White House says information system not aimed at U.S.

By Ben Barber THE WASHINGTON TIMES

White House spokesman David Leavy on Thursday adamantly denied a new International Public Information (IPI) system would be directed at American audiences.

IPI is a secret Clinton administration program to control public information disseminated by the departments of State and Defense and intelligence agencies.

It is meant to "influence foreign audiences in a way favorable to the achievement of U.S. foreign-policy objectives," according to a draft IPI charter obtained by The Washington Times.

But critics claim that IPI will be used for domestic propaganda.

"That is totally inaccurate," Mr. Leavy said. "The IPI initiative is designed to better organize the government and the instruments we have to support our public diplomacy, military activities and economic engagement overseas. There is no impact on the domestic press."

Mr. Leavy said that U.S. information officials at home and abroad serve different functions.

"There are officers who work with the media in the United States and officers who support the U.S. policy overseas. They are totally separate. They are totally different functions," Mr. Leavy said.

But a former deputy chief of the U.S. Information Agency (USIA) under three presidents said he fears the IPI plan would mean U.S. propaganda aimed at foreigners would be used to influence American elections.

Gene Kopp, who served under Presidents Nixon, Ford and Bush, said the elections of President Kennedy and President Carter were directly influenced by leaks of USIA foreign public-opinion polls showing a decline in U.S. prestige abroad.

"I am concerned this could happen again under the IPI plan," said Mr. Kopp, currently a Washington lawyer. "The administration is transferring all assets, except broadcasting, to State, where they will not be separated in any way. It will be very difficult to separate what is disseminated in the United States and overseas."

He said that the opportunity for abusing the system will be great. "The temptation to spin this stuff in a partisan way will be very strong -- probably irresistible," he said. "The other ominous feature is that this includes the intelligence agencies. They are in the business of misinformation. God only knows where that goes."

New allegations emerged Thursday that the Clinton administration has been trying to control how American news organizations cover foreign affairs, at least since the Bosnia peacekeeping mission in 1996.

According to a former government official, who insisted on anonymity, the White House created a Strategic Planning Directorate, which used the State Department and USIA to pressure American reporters into favorable coverage of the U.S. troop deployment in Bosnia-Herzegovina.

It came into being just prior to the 1996 presidential election. "I heard them talk about it in conference telephone calls --how they had to control the media out there, the bureau chiefs, because if the Republicans picked this up [the Clinton administration] would be exposed as having no foreign policy," said the former government official.

Shortly after President Clinton won re-election in 1996, the administration announced that U.S. troops would not be home by Christmas, as promised. Today, nearly three years later, some 7,000 U.S. troops remain in Bosnia.

"The U.S. public wanted to know how long American troops had to be there," said the ex-official. "The Clinton people said 'only one year,' and [that] they would be home in December, after the election. But everyone knew the only way to keep the warring sides apart was robust international and American presence."

This former official said this was widely discussed. "In the conference calls, they openly discussed how they had to prevent American journalists from discussing this," he said.

The source said that USIA officials and National Security Adviser Samuel R. Berger tried to convince American editors not to publish accounts by their reporters who wrote that Bosnia was unsafe for Americans, that Muslim extremists were a threat, and that the warring sides would never be pacified.

Ivo Daalder, who was a staffer on the National Security Council at the time, said discussions had no ulterior motives.

Mr. Daalder, who is now at the Brookings Institution, said the talks among the USIA, National Security Council and other agencies "had the sole purpose of making sure they share information among them, and when the U.S. government speaks to the outside world, it does so in a coordinated manner."

Mr. Daalder said "there was no deliberate campaign designed to put out false information prior to the 1996 presidential election."

He said that USIA did increase staffing and efforts to convince American reporters in Bosnia of the administration's perspective in September, prior to the Bosnian elections.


▸ **What needs to be done**: Each entry should be printed exactly, with its images omitted.

▸ **Input records**:
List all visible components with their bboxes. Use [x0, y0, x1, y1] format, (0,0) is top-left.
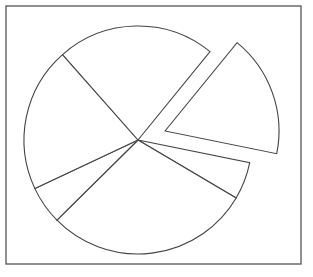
pie-slices [24, 26, 279, 254]
pie-chart [0, 0, 313, 277]
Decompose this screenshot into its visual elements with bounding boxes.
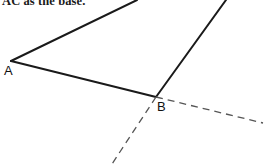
geometry-figure-canvas: AC as the base. A B xyxy=(0,0,273,164)
vertex-label-b: B xyxy=(157,100,166,113)
vertex-label-a: A xyxy=(4,64,13,77)
dashed-ray-B-lower-right xyxy=(156,97,263,123)
segment-B-to-upper-right xyxy=(156,0,226,97)
figure-line-drawing xyxy=(0,0,273,164)
segment-A-to-B xyxy=(11,61,156,97)
segment-A-to-upper xyxy=(11,0,137,61)
dashed-ray-B-lower-left xyxy=(112,97,156,164)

▸ **Output below**:
List all visible components with their bboxes. Use [x0, y0, x1, y1] format, (0,0) is top-left.
pie-slices [24, 26, 279, 254]
pie-chart [0, 0, 313, 277]
Decompose this screenshot into its visual elements with bounding boxes.
geometry-figure-canvas: AC as the base. A B xyxy=(0,0,273,164)
vertex-label-b: B xyxy=(157,100,166,113)
vertex-label-a: A xyxy=(4,64,13,77)
dashed-ray-B-lower-right xyxy=(156,97,263,123)
segment-B-to-upper-right xyxy=(156,0,226,97)
figure-line-drawing xyxy=(0,0,273,164)
segment-A-to-B xyxy=(11,61,156,97)
segment-A-to-upper xyxy=(11,0,137,61)
dashed-ray-B-lower-left xyxy=(112,97,156,164)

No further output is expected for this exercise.